The paranoid Roch does, however, keep to himself the secret of the detonator or "Deflagrator", a liquid without which the explosive is merely an inert powder. By holding fast to that last secret, Roch unwittingly preserves the life of his ex-keeper Gaydon/Simon Hart. Karraje suspects, wrongly, that Hart knows much more of Roch's secrets than he is willing to let on. It serves the purposes of the pirate chief, a completely ruthless killer, to let Hart live. The pirate engineer Serko, Hart's "colleague," hopes to win him over in prolonged friendly conversations. Hart's reticence is misunderstood as proof that he has something to hide.
The pirates underestimate Hart, giving him a practically free run of their hide-out, since the only way out is via submarine. But after carefully studying the currents, Hart succeeds in secretly sending out a message in a metal keg, giving the full details of Karraje's operations and his impeding acquisition of the Fulgurator.
The message gets through to the British authorities at their nearby naval base in Bermuda, and the British Navy sends a submarine, , to find Hart. The submarine's crew makes contact with Hart, and take him and Roch on board, but the ''Sword'' is discovered, attacked and sunk by the pirates in a direct underwater submarine vs. submarine battle. The unconscious Hart and Roch are extracted from the sunken British sub by pirate divers, leaving the entire British crew to perish. Hart manages to convince the pirates that he had been kidnapped by the British sailors and had nothing to do with their "visit." He resumes his role as a tolerated prisoner with a free run of the pirate base.
Meanwhile, Roch's weapon is completed and becomes operational. A hastily gathered international naval task force approaches the island, consisting of five warships dispatched by the world's five largest powers.
The weapon, operated personally by Roch himself, works fully as advertised. Roch has no compunction in using it on British or American ships, and the first cruiser to approach the island is easily destroyed with only a handful of its crew surviving. Undaunted, the next ship approaches the shore, and the moment comes towards which the entire book was leading and from which its title was drawn: "A flag unfurls to the breeze.

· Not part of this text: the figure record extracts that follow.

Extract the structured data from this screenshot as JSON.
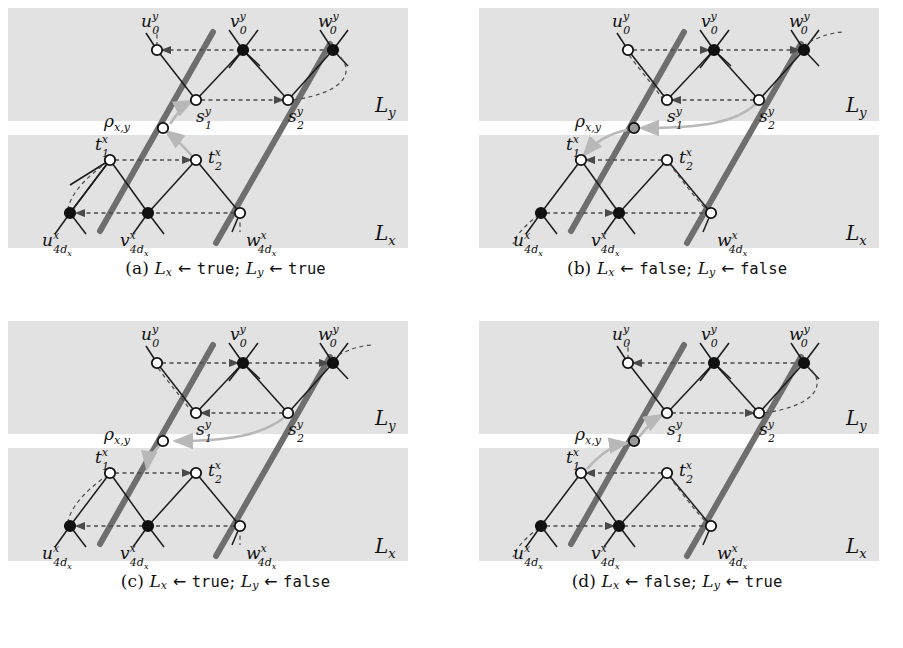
{
  "figure": {
    "kind": "four-panel-diagram",
    "panels": [
      {
        "id": "a",
        "caption_prefix": "(a)",
        "caption_lx_var": "L",
        "caption_lx_sub": "x",
        "caption_arrow": "←",
        "caption_lx_value": "true",
        "caption_sep": ";",
        "caption_ly_var": "L",
        "caption_ly_sub": "y",
        "caption_ly_value": "true",
        "band_label_top": "L",
        "band_label_top_sub": "y",
        "band_label_bottom": "L",
        "band_label_bottom_sub": "x",
        "nodes": {
          "u0y": {
            "label": "u",
            "sup": "y",
            "sub": "0",
            "fill": "open"
          },
          "v0y": {
            "label": "v",
            "sup": "y",
            "sub": "0",
            "fill": "solid"
          },
          "w0y": {
            "label": "w",
            "sup": "y",
            "sub": "0",
            "fill": "solid"
          },
          "s1y": {
            "label": "s",
            "sup": "y",
            "sub": "1",
            "fill": "open"
          },
          "s2y": {
            "label": "s",
            "sup": "y",
            "sub": "2",
            "fill": "open"
          },
          "rho": {
            "label": "ρ",
            "sub": "x,y",
            "fill": "open"
          },
          "t1x": {
            "label": "t",
            "sup": "x",
            "sub": "1",
            "fill": "open"
          },
          "t2x": {
            "label": "t",
            "sup": "x",
            "sub": "2",
            "fill": "open"
          },
          "u4x": {
            "label": "u",
            "sup": "x",
            "sub": "4d",
            "subsub": "x",
            "fill": "solid"
          },
          "v4x": {
            "label": "v",
            "sup": "x",
            "sub": "4d",
            "subsub": "x",
            "fill": "solid"
          },
          "w4x": {
            "label": "w",
            "sup": "x",
            "sub": "4d",
            "subsub": "x",
            "fill": "open"
          }
        },
        "arrows_top": [
          {
            "from": "v0y",
            "to": "u0y",
            "dir": "left"
          },
          {
            "from": "w0y",
            "to": "v0y",
            "dir": "left"
          },
          {
            "from": "s1y",
            "to": "s2y",
            "dir": "right"
          }
        ],
        "arrows_bottom": [
          {
            "from": "t1x",
            "to": "t2x",
            "dir": "right"
          },
          {
            "from": "v4x",
            "to": "u4x",
            "dir": "left"
          },
          {
            "from": "w4x",
            "to": "v4x",
            "dir": "left"
          }
        ],
        "rho_path": "t2x -> rho -> s1y",
        "thick_segments": [
          "u0y-upper",
          "s2y-w0y",
          "t1x-lower",
          "w4x-lower"
        ],
        "thick_full_diagonals": [
          "left-diagonal",
          "right-diagonal"
        ]
      },
      {
        "id": "b",
        "caption_prefix": "(b)",
        "caption_lx_var": "L",
        "caption_lx_sub": "x",
        "caption_arrow": "←",
        "caption_lx_value": "false",
        "caption_sep": ";",
        "caption_ly_var": "L",
        "caption_ly_sub": "y",
        "caption_ly_value": "false",
        "band_label_top": "L",
        "band_label_top_sub": "y",
        "band_label_bottom": "L",
        "band_label_bottom_sub": "x",
        "nodes": {
          "u0y": {
            "label": "u",
            "sup": "y",
            "sub": "0",
            "fill": "open"
          },
          "v0y": {
            "label": "v",
            "sup": "y",
            "sub": "0",
            "fill": "solid"
          },
          "w0y": {
            "label": "w",
            "sup": "y",
            "sub": "0",
            "fill": "solid"
          },
          "s1y": {
            "label": "s",
            "sup": "y",
            "sub": "1",
            "fill": "open"
          },
          "s2y": {
            "label": "s",
            "sup": "y",
            "sub": "2",
            "fill": "open"
          },
          "rho": {
            "label": "ρ",
            "sub": "x,y",
            "fill": "gray"
          },
          "t1x": {
            "label": "t",
            "sup": "x",
            "sub": "1",
            "fill": "open"
          },
          "t2x": {
            "label": "t",
            "sup": "x",
            "sub": "2",
            "fill": "open"
          },
          "u4x": {
            "label": "u",
            "sup": "x",
            "sub": "4d",
            "subsub": "x",
            "fill": "solid"
          },
          "v4x": {
            "label": "v",
            "sup": "x",
            "sub": "4d",
            "subsub": "x",
            "fill": "solid"
          },
          "w4x": {
            "label": "w",
            "sup": "x",
            "sub": "4d",
            "subsub": "x",
            "fill": "open"
          }
        },
        "arrows_top": [
          {
            "from": "u0y",
            "to": "v0y",
            "dir": "right"
          },
          {
            "from": "v0y",
            "to": "w0y",
            "dir": "right"
          },
          {
            "from": "s2y",
            "to": "s1y",
            "dir": "left"
          }
        ],
        "arrows_bottom": [
          {
            "from": "t2x",
            "to": "t1x",
            "dir": "left"
          },
          {
            "from": "u4x",
            "to": "v4x",
            "dir": "right"
          },
          {
            "from": "v4x",
            "to": "w4x",
            "dir": "right"
          }
        ],
        "rho_path": "s2y -> rho -> t1x",
        "thick_segments": [
          "u0y-upper",
          "s2y-w0y",
          "t1x-lower",
          "w4x-lower"
        ],
        "thick_full_diagonals": [
          "left-diagonal",
          "right-diagonal"
        ]
      },
      {
        "id": "c",
        "caption_prefix": "(c)",
        "caption_lx_var": "L",
        "caption_lx_sub": "x",
        "caption_arrow": "←",
        "caption_lx_value": "true",
        "caption_sep": ";",
        "caption_ly_var": "L",
        "caption_ly_sub": "y",
        "caption_ly_value": "false",
        "band_label_top": "L",
        "band_label_top_sub": "y",
        "band_label_bottom": "L",
        "band_label_bottom_sub": "x",
        "nodes": {
          "u0y": {
            "label": "u",
            "sup": "y",
            "sub": "0",
            "fill": "open"
          },
          "v0y": {
            "label": "v",
            "sup": "y",
            "sub": "0",
            "fill": "solid"
          },
          "w0y": {
            "label": "w",
            "sup": "y",
            "sub": "0",
            "fill": "solid"
          },
          "s1y": {
            "label": "s",
            "sup": "y",
            "sub": "1",
            "fill": "open"
          },
          "s2y": {
            "label": "s",
            "sup": "y",
            "sub": "2",
            "fill": "open"
          },
          "rho": {
            "label": "ρ",
            "sub": "x,y",
            "fill": "open"
          },
          "t1x": {
            "label": "t",
            "sup": "x",
            "sub": "1",
            "fill": "open"
          },
          "t2x": {
            "label": "t",
            "sup": "x",
            "sub": "2",
            "fill": "open"
          },
          "u4x": {
            "label": "u",
            "sup": "x",
            "sub": "4d",
            "subsub": "x",
            "fill": "solid"
          },
          "v4x": {
            "label": "v",
            "sup": "x",
            "sub": "4d",
            "subsub": "x",
            "fill": "solid"
          },
          "w4x": {
            "label": "w",
            "sup": "x",
            "sub": "4d",
            "subsub": "x",
            "fill": "open"
          }
        },
        "arrows_top": [
          {
            "from": "u0y",
            "to": "v0y",
            "dir": "right"
          },
          {
            "from": "v0y",
            "to": "w0y",
            "dir": "right"
          },
          {
            "from": "s2y",
            "to": "s1y",
            "dir": "left"
          }
        ],
        "arrows_bottom": [
          {
            "from": "t1x",
            "to": "t2x",
            "dir": "right"
          },
          {
            "from": "v4x",
            "to": "u4x",
            "dir": "left"
          },
          {
            "from": "w4x",
            "to": "v4x",
            "dir": "left"
          }
        ],
        "rho_path": "s2y -> rho -> t2x",
        "thick_segments": [
          "u0y-upper",
          "s2y-w0y",
          "t1x-lower",
          "w4x-lower"
        ],
        "thick_full_diagonals": [
          "left-diagonal",
          "right-diagonal"
        ]
      },
      {
        "id": "d",
        "caption_prefix": "(d)",
        "caption_lx_var": "L",
        "caption_lx_sub": "x",
        "caption_arrow": "←",
        "caption_lx_value": "false",
        "caption_sep": ";",
        "caption_ly_var": "L",
        "caption_ly_sub": "y",
        "caption_ly_value": "true",
        "band_label_top": "L",
        "band_label_top_sub": "y",
        "band_label_bottom": "L",
        "band_label_bottom_sub": "x",
        "nodes": {
          "u0y": {
            "label": "u",
            "sup": "y",
            "sub": "0",
            "fill": "open"
          },
          "v0y": {
            "label": "v",
            "sup": "y",
            "sub": "0",
            "fill": "solid"
          },
          "w0y": {
            "label": "w",
            "sup": "y",
            "sub": "0",
            "fill": "solid"
          },
          "s1y": {
            "label": "s",
            "sup": "y",
            "sub": "1",
            "fill": "open"
          },
          "s2y": {
            "label": "s",
            "sup": "y",
            "sub": "2",
            "fill": "open"
          },
          "rho": {
            "label": "ρ",
            "sub": "x,y",
            "fill": "gray"
          },
          "t1x": {
            "label": "t",
            "sup": "x",
            "sub": "1",
            "fill": "open"
          },
          "t2x": {
            "label": "t",
            "sup": "x",
            "sub": "2",
            "fill": "open"
          },
          "u4x": {
            "label": "u",
            "sup": "x",
            "sub": "4d",
            "subsub": "x",
            "fill": "solid"
          },
          "v4x": {
            "label": "v",
            "sup": "x",
            "sub": "4d",
            "subsub": "x",
            "fill": "solid"
          },
          "w4x": {
            "label": "w",
            "sup": "x",
            "sub": "4d",
            "subsub": "x",
            "fill": "open"
          }
        },
        "arrows_top": [
          {
            "from": "v0y",
            "to": "u0y",
            "dir": "left"
          },
          {
            "from": "w0y",
            "to": "v0y",
            "dir": "left"
          },
          {
            "from": "s1y",
            "to": "s2y",
            "dir": "right"
          }
        ],
        "arrows_bottom": [
          {
            "from": "t2x",
            "to": "t1x",
            "dir": "left"
          },
          {
            "from": "u4x",
            "to": "v4x",
            "dir": "right"
          },
          {
            "from": "v4x",
            "to": "w4x",
            "dir": "right"
          }
        ],
        "rho_path": "t1x -> rho -> s1y",
        "thick_segments": [
          "u0y-upper",
          "s2y-w0y",
          "t1x-lower",
          "w4x-lower"
        ],
        "thick_full_diagonals": [
          "left-diagonal",
          "right-diagonal"
        ]
      }
    ],
    "colors": {
      "band": "#e2e2e2",
      "page": "#ffffff",
      "thick_line": "#6e6e6e",
      "thin_line": "#1a1a1a",
      "dashed_arrow": "#4a4a4a",
      "rho_arrow": "#b8b8b8",
      "node_solid": "#111111",
      "node_open_fill": "#ffffff",
      "node_gray_fill": "#9a9a9a",
      "text": "#111111"
    }
  }
}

It is the Tricolour, whose blue, white and red sections stand out luminously against the sky. Ah! What is this? Thomas Roch is fascinated at the sight of his national emblem. Slowly he lowers his arm as the flag flutters up to the mast-head. Then he draws back and covers his eyes with his hand. Heavens above! All sentiment of patriotism is not then dead in his ulcerated heart, seeing that it beats at the sight of his country's flag!"
Having at the moment of truth, rediscovered his patriotism, Roch refuses to fire on his country's ship. He struggles with the pirates who try to seize his phial and the Deflagrator. During the struggle Roch resorts to blowing up himself, his weapon, the pirates along with the entire island. The single survivor of the cataclysm is Simon Hart, whose unconscious body with the diary at his side is found by the landing French sailors.
Hart is eventually revived, to be amply rewarded for his dedication to his country. He proudly bears witness to Thomas Roch's last-minute change of heart and self-sacrifice. French patriotism is the moral and material victor.